Why is it Unknown? Shouldn't it be smart enough to name itself after the script's name?
I think the APP-NAME (which indicates the source) is an optional component in the syslog header. The latest version of SysLogHandler (for Python 3.3) includes support for an APP-NAME (called ident as per the C syslog API), but it's not available in earlier versions. See this Python issue.
If you prepend your script name to all messages, you will get the desired effect. For example,
logger.error('foo: What\'s up?')
will display e.g.
19/10/2011 13:51:17 foo[2147483647] What's up?
in the log.
To get what you need, you should add a formatter to the handler so you don't have to manually format every message yourself.
import logging.handlers
logger = logging.getLogger(__name__)
logger.setLevel(logging.DEBUG)
syslog_address = '/var/run/syslog'
handler = logging.handlers.SysLogHandler(syslog_address)
# create the formatter
formatter = logging.Formatter('%(name)s: [%(levelname)s] %(message)s')
# plug this formatter into your handler(s)
handler.setFormatter(formatter)
logger.addHandler(handler)
logger.error("What the crap?")
You should now find that you see entries in syslog as you'd expect:
Jul 4 14:34:40 ip-127-0-0-1 script_name.py: [ERROR] What the crap?

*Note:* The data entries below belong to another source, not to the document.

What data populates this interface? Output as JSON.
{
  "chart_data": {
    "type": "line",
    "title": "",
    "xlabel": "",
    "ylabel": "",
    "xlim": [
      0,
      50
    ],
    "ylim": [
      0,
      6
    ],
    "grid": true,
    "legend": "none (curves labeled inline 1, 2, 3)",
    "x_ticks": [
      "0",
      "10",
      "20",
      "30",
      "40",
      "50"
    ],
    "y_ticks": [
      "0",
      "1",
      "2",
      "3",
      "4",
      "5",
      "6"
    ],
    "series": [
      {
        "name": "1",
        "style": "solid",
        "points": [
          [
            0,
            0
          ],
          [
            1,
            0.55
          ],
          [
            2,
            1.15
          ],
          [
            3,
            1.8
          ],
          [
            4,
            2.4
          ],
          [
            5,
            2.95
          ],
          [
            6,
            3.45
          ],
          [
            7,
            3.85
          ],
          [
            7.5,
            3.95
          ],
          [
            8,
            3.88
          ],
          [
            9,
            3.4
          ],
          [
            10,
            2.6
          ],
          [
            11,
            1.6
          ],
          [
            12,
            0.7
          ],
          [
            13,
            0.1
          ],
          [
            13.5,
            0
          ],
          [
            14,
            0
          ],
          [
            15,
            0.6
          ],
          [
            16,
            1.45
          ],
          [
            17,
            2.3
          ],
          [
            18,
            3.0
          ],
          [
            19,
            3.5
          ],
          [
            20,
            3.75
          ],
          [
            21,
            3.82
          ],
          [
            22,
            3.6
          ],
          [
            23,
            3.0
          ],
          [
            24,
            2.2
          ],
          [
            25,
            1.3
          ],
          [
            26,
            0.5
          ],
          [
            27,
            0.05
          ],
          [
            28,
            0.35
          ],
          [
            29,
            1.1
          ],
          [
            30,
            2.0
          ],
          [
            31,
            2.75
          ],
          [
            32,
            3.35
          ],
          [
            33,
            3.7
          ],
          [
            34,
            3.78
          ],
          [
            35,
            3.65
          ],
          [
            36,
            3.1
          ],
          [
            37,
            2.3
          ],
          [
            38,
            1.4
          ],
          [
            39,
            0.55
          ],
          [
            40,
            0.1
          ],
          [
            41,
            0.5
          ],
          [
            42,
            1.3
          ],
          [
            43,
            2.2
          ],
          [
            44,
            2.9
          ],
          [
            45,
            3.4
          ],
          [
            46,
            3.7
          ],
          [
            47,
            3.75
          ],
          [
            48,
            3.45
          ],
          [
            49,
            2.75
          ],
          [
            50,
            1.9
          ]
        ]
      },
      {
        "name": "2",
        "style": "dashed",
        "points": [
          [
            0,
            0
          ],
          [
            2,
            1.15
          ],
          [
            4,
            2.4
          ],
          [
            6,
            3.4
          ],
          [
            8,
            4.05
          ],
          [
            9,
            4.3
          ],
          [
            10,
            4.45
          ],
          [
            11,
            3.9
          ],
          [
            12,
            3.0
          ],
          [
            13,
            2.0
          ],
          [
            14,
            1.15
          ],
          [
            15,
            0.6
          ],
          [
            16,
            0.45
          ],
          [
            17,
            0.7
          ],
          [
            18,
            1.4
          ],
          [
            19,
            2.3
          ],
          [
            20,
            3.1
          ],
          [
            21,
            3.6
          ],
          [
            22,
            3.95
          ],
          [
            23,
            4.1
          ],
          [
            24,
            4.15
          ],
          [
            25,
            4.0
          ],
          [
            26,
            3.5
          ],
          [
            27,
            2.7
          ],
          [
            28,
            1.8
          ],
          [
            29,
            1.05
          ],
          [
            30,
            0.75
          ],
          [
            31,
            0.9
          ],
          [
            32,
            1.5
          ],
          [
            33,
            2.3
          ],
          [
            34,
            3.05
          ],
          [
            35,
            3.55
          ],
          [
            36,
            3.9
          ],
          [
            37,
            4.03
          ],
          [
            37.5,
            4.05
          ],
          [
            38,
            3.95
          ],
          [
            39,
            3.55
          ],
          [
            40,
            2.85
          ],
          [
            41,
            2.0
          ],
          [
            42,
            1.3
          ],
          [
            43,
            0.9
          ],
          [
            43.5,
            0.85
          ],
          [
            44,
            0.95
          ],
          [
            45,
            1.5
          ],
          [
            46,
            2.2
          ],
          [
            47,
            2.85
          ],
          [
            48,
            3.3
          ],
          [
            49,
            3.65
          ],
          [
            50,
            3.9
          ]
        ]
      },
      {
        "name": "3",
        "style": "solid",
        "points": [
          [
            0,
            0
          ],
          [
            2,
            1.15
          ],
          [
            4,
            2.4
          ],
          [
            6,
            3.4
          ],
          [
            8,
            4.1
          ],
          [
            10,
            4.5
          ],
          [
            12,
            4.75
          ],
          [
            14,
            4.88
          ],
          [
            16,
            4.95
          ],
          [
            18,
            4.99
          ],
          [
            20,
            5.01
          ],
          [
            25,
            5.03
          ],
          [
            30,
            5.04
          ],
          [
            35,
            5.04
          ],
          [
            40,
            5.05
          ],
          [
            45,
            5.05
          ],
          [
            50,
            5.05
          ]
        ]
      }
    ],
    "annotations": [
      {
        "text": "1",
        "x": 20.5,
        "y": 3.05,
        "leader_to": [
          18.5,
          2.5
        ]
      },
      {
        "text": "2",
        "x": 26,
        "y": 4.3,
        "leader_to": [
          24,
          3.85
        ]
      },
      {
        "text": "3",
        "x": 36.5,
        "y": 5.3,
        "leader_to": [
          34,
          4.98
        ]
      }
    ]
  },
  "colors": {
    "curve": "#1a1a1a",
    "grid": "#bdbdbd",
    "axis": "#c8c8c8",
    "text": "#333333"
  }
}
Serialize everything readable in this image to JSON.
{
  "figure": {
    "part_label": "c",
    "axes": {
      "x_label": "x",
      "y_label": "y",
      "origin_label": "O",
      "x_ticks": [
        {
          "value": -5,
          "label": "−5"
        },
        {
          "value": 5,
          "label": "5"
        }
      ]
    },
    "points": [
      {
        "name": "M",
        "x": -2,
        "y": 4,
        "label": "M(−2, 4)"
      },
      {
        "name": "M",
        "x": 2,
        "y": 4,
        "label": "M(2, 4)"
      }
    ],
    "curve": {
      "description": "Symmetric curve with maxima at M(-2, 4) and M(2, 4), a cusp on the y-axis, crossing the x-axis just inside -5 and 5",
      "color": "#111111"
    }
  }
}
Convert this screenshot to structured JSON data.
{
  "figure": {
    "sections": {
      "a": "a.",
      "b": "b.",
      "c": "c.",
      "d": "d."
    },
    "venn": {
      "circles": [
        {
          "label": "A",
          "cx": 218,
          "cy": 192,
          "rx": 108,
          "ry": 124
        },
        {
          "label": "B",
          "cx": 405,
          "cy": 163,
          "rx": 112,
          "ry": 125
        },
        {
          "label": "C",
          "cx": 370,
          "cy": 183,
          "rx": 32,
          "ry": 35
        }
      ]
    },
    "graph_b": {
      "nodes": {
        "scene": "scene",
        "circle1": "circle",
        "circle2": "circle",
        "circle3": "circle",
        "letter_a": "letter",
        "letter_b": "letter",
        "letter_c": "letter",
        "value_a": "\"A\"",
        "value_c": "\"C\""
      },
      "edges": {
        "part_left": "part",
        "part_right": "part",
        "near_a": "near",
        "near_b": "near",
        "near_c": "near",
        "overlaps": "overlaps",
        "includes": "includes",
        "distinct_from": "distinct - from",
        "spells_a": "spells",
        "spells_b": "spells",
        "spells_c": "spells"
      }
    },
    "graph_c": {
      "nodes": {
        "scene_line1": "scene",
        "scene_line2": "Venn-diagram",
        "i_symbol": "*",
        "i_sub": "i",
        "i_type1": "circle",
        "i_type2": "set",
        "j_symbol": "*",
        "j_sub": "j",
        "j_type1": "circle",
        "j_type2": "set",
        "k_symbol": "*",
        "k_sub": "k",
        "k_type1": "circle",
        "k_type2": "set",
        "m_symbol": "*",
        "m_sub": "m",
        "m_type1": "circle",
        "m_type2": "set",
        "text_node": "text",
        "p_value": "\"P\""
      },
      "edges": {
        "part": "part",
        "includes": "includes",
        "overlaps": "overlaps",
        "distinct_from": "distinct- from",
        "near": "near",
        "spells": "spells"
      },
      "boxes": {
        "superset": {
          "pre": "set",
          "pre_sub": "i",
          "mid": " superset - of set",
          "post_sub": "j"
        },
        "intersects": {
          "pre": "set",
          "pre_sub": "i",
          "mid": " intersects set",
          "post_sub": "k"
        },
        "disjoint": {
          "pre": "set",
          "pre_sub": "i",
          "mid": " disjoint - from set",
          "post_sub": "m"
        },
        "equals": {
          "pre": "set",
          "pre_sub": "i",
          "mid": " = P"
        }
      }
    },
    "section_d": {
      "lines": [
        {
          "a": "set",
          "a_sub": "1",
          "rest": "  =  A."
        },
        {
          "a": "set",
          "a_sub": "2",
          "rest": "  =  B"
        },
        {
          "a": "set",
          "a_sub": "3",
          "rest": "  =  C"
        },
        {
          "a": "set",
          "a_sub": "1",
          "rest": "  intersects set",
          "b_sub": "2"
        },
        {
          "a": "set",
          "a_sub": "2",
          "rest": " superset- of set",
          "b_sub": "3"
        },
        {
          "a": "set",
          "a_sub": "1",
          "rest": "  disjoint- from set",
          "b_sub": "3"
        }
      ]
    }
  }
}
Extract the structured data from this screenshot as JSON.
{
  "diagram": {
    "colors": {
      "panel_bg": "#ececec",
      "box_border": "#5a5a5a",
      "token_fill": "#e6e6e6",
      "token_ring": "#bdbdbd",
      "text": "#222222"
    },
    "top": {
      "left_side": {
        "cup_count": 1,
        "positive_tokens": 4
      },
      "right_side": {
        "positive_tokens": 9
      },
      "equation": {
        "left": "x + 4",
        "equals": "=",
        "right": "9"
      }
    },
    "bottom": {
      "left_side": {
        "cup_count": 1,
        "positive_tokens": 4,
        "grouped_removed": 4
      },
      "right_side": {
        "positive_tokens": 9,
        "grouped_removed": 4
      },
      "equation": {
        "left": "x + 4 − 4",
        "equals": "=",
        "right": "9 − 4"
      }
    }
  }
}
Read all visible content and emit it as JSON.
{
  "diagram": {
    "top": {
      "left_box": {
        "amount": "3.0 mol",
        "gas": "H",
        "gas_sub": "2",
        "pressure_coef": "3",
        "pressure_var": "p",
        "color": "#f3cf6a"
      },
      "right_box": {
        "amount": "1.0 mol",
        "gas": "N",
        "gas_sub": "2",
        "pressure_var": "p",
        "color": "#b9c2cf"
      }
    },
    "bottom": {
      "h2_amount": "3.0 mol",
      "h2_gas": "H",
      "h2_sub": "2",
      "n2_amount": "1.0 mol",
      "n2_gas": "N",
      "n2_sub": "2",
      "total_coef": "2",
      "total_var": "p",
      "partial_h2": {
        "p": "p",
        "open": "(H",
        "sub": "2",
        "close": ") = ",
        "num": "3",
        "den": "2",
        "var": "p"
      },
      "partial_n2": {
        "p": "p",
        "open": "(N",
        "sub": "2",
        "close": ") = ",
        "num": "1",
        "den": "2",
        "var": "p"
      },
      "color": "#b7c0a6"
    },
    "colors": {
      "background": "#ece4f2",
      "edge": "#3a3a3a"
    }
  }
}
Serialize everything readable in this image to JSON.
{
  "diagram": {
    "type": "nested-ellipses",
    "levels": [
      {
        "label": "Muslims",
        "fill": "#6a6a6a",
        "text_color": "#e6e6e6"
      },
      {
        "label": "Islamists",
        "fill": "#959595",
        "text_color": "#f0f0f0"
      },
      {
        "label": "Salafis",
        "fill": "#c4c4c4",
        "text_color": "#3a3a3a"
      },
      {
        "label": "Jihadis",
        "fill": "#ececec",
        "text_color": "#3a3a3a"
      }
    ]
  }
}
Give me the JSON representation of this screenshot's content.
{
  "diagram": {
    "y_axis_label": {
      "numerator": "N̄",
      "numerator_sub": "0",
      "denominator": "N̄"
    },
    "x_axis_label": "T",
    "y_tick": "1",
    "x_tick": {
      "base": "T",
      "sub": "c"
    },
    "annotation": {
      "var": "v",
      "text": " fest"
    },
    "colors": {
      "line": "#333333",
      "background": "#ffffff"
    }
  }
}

It can be found all list which word matches what in the list you can find at this link
If you need more you can have a look further example:
from logging.handlers import SysLogHandler
import logging
def log(self, severity=logging.DEBUG, message=None):
"""
Log utility for system wide logging needs
#param severity Log severity
#param message Log message
#return
"""
logger = logging.getLogger()
logger.setLevel(severity)
syslog = SysLogHandler(address="/dev/log")
syslog.setFormatter(
logging.Formatter("%(module)s-%(processName)s[%(process)d]: %(name)s: %(message)s")
)
logger.addHandler(syslog)
logger.log(severity, message)
It is quite simple and I use this method as a global logging package in my projects.